MEMORY OF HIROSHIMA
FR. RYSZARD KOPER
I went to South Korea, Japan and Taiwan from New York with a group of 60 people. During that journey we experienced the truth of a saying of St. Augustine: ‘The world is a book and those who do not travel, read only one page’. Most of us were people incurably ill – they went down with an illness about which a known Polish traveler, a reporter, publicist, poet and a photographer Ryszard Kapuściński wrote: ‘Indeed there is something like infection with travelling and this is a kind of an incurable illness’. Being infected with this illness we got succumbed to the words of an American writer Mark Twain: ‘In twenty years you will regret what you have not done more than what you have done. So, untie the lines, and leave a safe harbor. Catch successful winds into your sails. Travel. Dream. Discover’. Japan charms with the beauty of various kinds. It is often said that this is the Country of Blooming Cherry. Indeed – blooming cherries create a fabulous landscape, but even when they get withered, the nature impresses with its unique beauty and richness, with the snowy Fuji Mount at the helm.
This romantic beauty is also composed of temples, which are mostly Shinto or Buddhist. Whereas, what is striking in the streets, is the order and cleanness. Inhabitants are very kind, although one can feel a kind of a distanced behaviour; they are well-organized and very busy. What the sterilely clean streets lacked was the joyful and blissful atmosphere of European cafes or tourists’ hubbub and exotics of the Thailand street. But every country has its own customs and in every country one can find something beautiful, interesting and educational. And this is how one can create a long story about the Country of the Rising Sun, but I want to write about the anniversary of throwing the atomic bomb onto Hiroshima, as we were travelling on Japanese roads at that time.
Families of our guides were directly touched by this tragedy. This is not an issue about which casualties want to speak, even to their children. Mother of Maika, one of our guides, died a from cancer few years ago as a result of being radiated. Maika mentions that her mother had never told her about those tragic days. It might have been a traumatic experience for her or she might have thought that no words could describe that and it was better to keep silent about it. After her mum’s death, Maika found her diary while she was tidying up her things. In that diary there were notes of 6 August 1945 and other days. Maika’s mother was at school that day, whereas her parents and two brothers – one seven-year-old and another six-month-old – stayed at home which was situated near the epicenter of the atomic bomb explosion. Maika’s mother remembered very well that it was a beautiful sunny day. She was cleaning windows at school. Suddenly something strange happened: terrible silence, and then an unimaginable bang, noise, terrifying darkness and the sun which looked like the moon. However, she was to face up a real tragedy, when the fires of the inflamed city were vanishing, and she was going towards her house. There were a lot of ruins around. She was passing hundreds of burnt dead bodies. Those who were alive differed from the dead as they were desperately looking for water which was not anywhere. In this terrifying scenery she got home. And here she experienced the tragedy fully. Everyone of her family was killed, except for her six-month-old brother. Her older – seven-year-old brother was holding him in his arms and was protecting him with his body from deadly bomb blast, although he had been killed himself. But this heroic sacrifice seemed in vain – the six-month-old brother died after seven days because of radiation and wounds.
While listening to this story everybody on the bus was crying. When Maika finished her story and was wiping her tears discreetly, we started praying for victims of this tragedy and so that it would never happen again. Maika knew the intention of our prayer and with her concentration and tears, she was joining in with words said in the Polish language. Suffering, compassion and tears joined us together and opened us to one another much more. In Maika’s behavior we noticed a change. In this, somehow, learned official politeness and kindness, there was a note of warm-hearted and authentic friendliness, nearly family closeness. Maika said that the Japanese did not feel any hatred or grudge to those who had done it, and added: ‘We were not without any guilt for it, either’. If today we are mentioning those events, we are doing it only so that there would not ever be such a tragedy.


Work request:
Write the entries out exactly. Any images they hold stay out of the copy.

Dataset:
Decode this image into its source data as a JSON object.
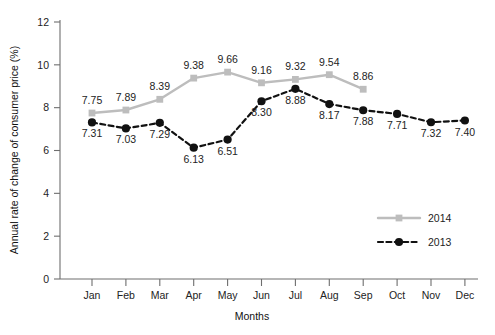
{
  "chart_data": {
    "type": "line",
    "title": "",
    "xlabel": "Months",
    "ylabel": "Annual rate of change of consumer price (%)",
    "categories": [
      "Jan",
      "Feb",
      "Mar",
      "Apr",
      "May",
      "Jun",
      "Jul",
      "Aug",
      "Sep",
      "Oct",
      "Nov",
      "Dec"
    ],
    "ylim": [
      0,
      12
    ],
    "yticks": [
      0,
      2,
      4,
      6,
      8,
      10,
      12
    ],
    "ytick_labels": [
      "0",
      "2",
      "4",
      "6",
      "8",
      "10",
      "12"
    ],
    "grid": false,
    "legend_position": "right-lower",
    "series": [
      {
        "name": "2014",
        "color": "#bdbdbd",
        "line_style": "solid",
        "marker": "square",
        "values": [
          7.75,
          7.89,
          8.39,
          9.38,
          9.66,
          9.16,
          9.32,
          9.54,
          8.86,
          null,
          null,
          null
        ],
        "labels": [
          "7.75",
          "7.89",
          "8.39",
          "9.38",
          "9.66",
          "9.16",
          "9.32",
          "9.54",
          "8.86",
          "",
          "",
          ""
        ],
        "label_positions": [
          "above",
          "above",
          "above",
          "above",
          "above",
          "above",
          "above",
          "above",
          "above",
          "",
          "",
          ""
        ]
      },
      {
        "name": "2013",
        "color": "#111111",
        "line_style": "dashed",
        "marker": "circle",
        "values": [
          7.31,
          7.03,
          7.29,
          6.13,
          6.51,
          8.3,
          8.88,
          8.17,
          7.88,
          7.71,
          7.32,
          7.4
        ],
        "labels": [
          "7.31",
          "7.03",
          "7.29",
          "6.13",
          "6.51",
          "8.30",
          "8.88",
          "8.17",
          "7.88",
          "7.71",
          "7.32",
          "7.40"
        ],
        "label_positions": [
          "below",
          "below",
          "below",
          "below",
          "below",
          "below",
          "below",
          "below",
          "below",
          "below",
          "below",
          "below"
        ]
      }
    ]
  },
  "legend": {
    "items": [
      {
        "label": "2014"
      },
      {
        "label": "2013"
      }
    ]
  },
  "colors": {
    "series_2014": "#bdbdbd",
    "series_2013": "#111111",
    "axis": "#6e6e6e",
    "text": "#232323",
    "background": "#ffffff"
  }
}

Reply:
Decode this image into its source data as a JSON object.
{
  "chart_data": {
    "type": "line",
    "title": "",
    "xlabel": "Months",
    "ylabel": "Annual rate of change of consumer price (%)",
    "categories": [
      "Jan",
      "Feb",
      "Mar",
      "Apr",
      "May",
      "Jun",
      "Jul",
      "Aug",
      "Sep",
      "Oct",
      "Nov",
      "Dec"
    ],
    "ylim": [
      0,
      12
    ],
    "yticks": [
      0,
      2,
      4,
      6,
      8,
      10,
      12
    ],
    "ytick_labels": [
      "0",
      "2",
      "4",
      "6",
      "8",
      "10",
      "12"
    ],
    "grid": false,
    "legend_position": "right-lower",
    "series": [
      {
        "name": "2014",
        "color": "#bdbdbd",
        "line_style": "solid",
        "marker": "square",
        "values": [
          7.75,
          7.89,
          8.39,
          9.38,
          9.66,
          9.16,
          9.32,
          9.54,
          8.86,
          null,
          null,
          null
        ],
        "labels": [
          "7.75",
          "7.89",
          "8.39",
          "9.38",
          "9.66",
          "9.16",
          "9.32",
          "9.54",
          "8.86",
          "",
          "",
          ""
        ],
        "label_positions": [
          "above",
          "above",
          "above",
          "above",
          "above",
          "above",
          "above",
          "above",
          "above",
          "",
          "",
          ""
        ]
      },
      {
        "name": "2013",
        "color": "#111111",
        "line_style": "dashed",
        "marker": "circle",
        "values": [
          7.31,
          7.03,
          7.29,
          6.13,
          6.51,
          8.3,
          8.88,
          8.17,
          7.88,
          7.71,
          7.32,
          7.4
        ],
        "labels": [
          "7.31",
          "7.03",
          "7.29",
          "6.13",
          "6.51",
          "8.30",
          "8.88",
          "8.17",
          "7.88",
          "7.71",
          "7.32",
          "7.40"
        ],
        "label_positions": [
          "below",
          "below",
          "below",
          "below",
          "below",
          "below",
          "below",
          "below",
          "below",
          "below",
          "below",
          "below"
        ]
      }
    ]
  },
  "legend": {
    "items": [
      {
        "label": "2014"
      },
      {
        "label": "2013"
      }
    ]
  },
  "colors": {
    "series_2014": "#bdbdbd",
    "series_2013": "#111111",
    "axis": "#6e6e6e",
    "text": "#232323",
    "background": "#ffffff"
  }
}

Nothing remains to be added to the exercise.